A total of nine demonstrators were shot dead on Wednesday in anti-U.S. protests in Afghanistan over the burning of the Quran at a U.S. military base, officials said.
Three were killed in Shinwar district of Parwan province north of Kabul, provincial administration spokeswoman Roshna Khalid told AFP.
“The protests got violent. They attacked police with rocks and in a clash between police and protesters three people were killed and over 10 others are injured,” Khalid said.
Two other people died in clashes between police and protesters in Kabul and in the eastern city of Jalalabad, health ministry and hospital sources said.
Anti-U.S. demonstrators burned cars and attacked shops as they tried to march on the center of Kabul in angry protests, police said, according to AFP.
Riot police blocked the entrance to the city center, the U.S. embassy announced it was on lockdown and all travel was suspended, while fires burned along the Jalalabad road where hundreds of demonstrators had gathered.
Protesters shouted “Death to America!” and “Death to (President Hamid) Karzai” in a large demonstration on the outskirts of the Afghan capital, Kabul. A second rally had begun in another area of the city, Reuters witnesses said.
“When the Americans insult us to this degree, we will join the insurgents,” said Ajmal, an 18-year-old protester in Kabul, where dozens of protesters charged through police barriers.
Muslims consider the Quran the literal word of God and treat each book with deep reverence.
Winning the hearts and minds of Afghans is critical to efforts to defeat the Taliban. Similar incidents in the past have caused deep divisions and resentment among Afghans towards the tens of thousands of foreign troops in Afghanistan.
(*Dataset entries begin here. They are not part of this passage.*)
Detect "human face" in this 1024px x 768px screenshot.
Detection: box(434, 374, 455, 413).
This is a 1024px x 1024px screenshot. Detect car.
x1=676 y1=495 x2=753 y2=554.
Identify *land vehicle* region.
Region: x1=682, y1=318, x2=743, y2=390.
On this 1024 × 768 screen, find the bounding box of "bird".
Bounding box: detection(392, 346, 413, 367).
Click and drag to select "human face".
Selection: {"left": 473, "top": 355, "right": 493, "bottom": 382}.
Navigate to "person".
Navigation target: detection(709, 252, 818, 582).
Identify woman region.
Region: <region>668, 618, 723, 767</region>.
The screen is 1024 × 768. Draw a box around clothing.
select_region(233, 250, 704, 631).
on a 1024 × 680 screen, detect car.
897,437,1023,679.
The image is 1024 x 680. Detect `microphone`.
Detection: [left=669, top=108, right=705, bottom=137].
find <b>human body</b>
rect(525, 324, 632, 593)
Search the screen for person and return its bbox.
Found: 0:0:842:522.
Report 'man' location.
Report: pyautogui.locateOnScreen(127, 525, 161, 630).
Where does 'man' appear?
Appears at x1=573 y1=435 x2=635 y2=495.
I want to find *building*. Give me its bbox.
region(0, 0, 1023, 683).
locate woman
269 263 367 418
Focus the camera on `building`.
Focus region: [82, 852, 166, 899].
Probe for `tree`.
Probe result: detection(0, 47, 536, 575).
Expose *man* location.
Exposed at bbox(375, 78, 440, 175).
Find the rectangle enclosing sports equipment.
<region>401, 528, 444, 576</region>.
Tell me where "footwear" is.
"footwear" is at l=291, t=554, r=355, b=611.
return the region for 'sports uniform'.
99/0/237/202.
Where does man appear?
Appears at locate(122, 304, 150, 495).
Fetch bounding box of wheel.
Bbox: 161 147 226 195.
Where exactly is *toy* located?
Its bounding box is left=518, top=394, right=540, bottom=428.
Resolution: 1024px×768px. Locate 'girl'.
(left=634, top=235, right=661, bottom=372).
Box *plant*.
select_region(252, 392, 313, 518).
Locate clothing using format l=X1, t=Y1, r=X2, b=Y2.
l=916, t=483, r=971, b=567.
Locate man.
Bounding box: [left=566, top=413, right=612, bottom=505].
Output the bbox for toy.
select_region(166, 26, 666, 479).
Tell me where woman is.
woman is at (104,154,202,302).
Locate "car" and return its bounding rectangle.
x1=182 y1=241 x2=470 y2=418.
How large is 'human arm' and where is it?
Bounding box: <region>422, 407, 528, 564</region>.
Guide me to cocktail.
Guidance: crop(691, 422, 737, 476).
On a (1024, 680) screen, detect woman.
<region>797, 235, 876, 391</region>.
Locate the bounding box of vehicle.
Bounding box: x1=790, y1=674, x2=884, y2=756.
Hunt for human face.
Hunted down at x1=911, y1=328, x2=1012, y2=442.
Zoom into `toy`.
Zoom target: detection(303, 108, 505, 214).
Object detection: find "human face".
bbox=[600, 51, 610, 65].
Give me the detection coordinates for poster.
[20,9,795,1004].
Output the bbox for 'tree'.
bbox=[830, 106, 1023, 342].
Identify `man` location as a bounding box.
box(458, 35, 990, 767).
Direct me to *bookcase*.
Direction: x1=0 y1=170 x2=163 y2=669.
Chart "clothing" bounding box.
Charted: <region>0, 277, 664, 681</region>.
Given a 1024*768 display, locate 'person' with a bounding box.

Critics say Western troops often fail to grasp the country’s religious and cultural sensitivities.
Separate protests were also underway in Jalalabad in the east, where demonstrators praised the leader of the Afghan Taliban, the secretive Mullah Mohammad Omar, screaming “Long Live Mullah Omar!” Reuters witnesses said.
Afghan media said demonstrations had also erupted in the western city of Herat, usually one of the more stable areas in a country devastated by three decades of conflict.
In Kabul, protesters smashed car windows while police fired water cannon in a bid to disperse the angry crowd which had blocked a major road.
The U.S. government and the U.S. commander of NATO-led forces in Afghanistan apologized on Tuesday after Afghan laborers found charred copies of the Quran while collecting rubbish at the sprawling Bagram Airbase about an hour's drive north of Kabul.
Demonstrations by as many as 2,000 people broke out as word of the find spread.
U.S. Defense Secretary Leon Panetta issued an apology for “inappropriate treatment” of copies of the Quran at the base to try to contain fury over the incident -- a public relations disaster for Washington as it tries to pacify the country ahead of the withdrawal of foreign combat troops by the end of 2014.
The U.S. commander in Afghanistan, General John Allen, earlier on Tuesday apologized and ordered an investigation into an incident in which troops “improperly disposed of a large number of Islamic religious materials which included Korans.”
In an attempt to head off further protests in deeply religious Afghanistan, Allen repeated his apology late Tuesday and said that all troops would be trained in the “proper handling of religious materials no later than March 3,” according to AFP.
For the first time, he admitted that Qurans had been burnt, saying they were “inadvertently taken to an incineration facility at Bagram airfield.”
“Along with our apology to the Afghans is our certainty and assurance to them that these kinds of incidents, when they do occur, will be corrected in the fastest and most appropriate manner possible,” said Allen.
“We’ve been shoulder to shoulder with the Afghans for a long time. We've been dying alongside the Afghans for a long time because we believe in them; we believe in their country, and we want to have every opportunity to give them a bright future.”
Two US officials, who spoke on condition of anonymity, told AFP the military removed Qurans from the U.S.-run prison at Bagram because inmates were suspected of using the holy book to pass messages to each other.
Seven foreign U.N. workers were killed during protests that raged across Afghanistan for three days in April 2011 after a U.S. pastor burned a Quran in Florida.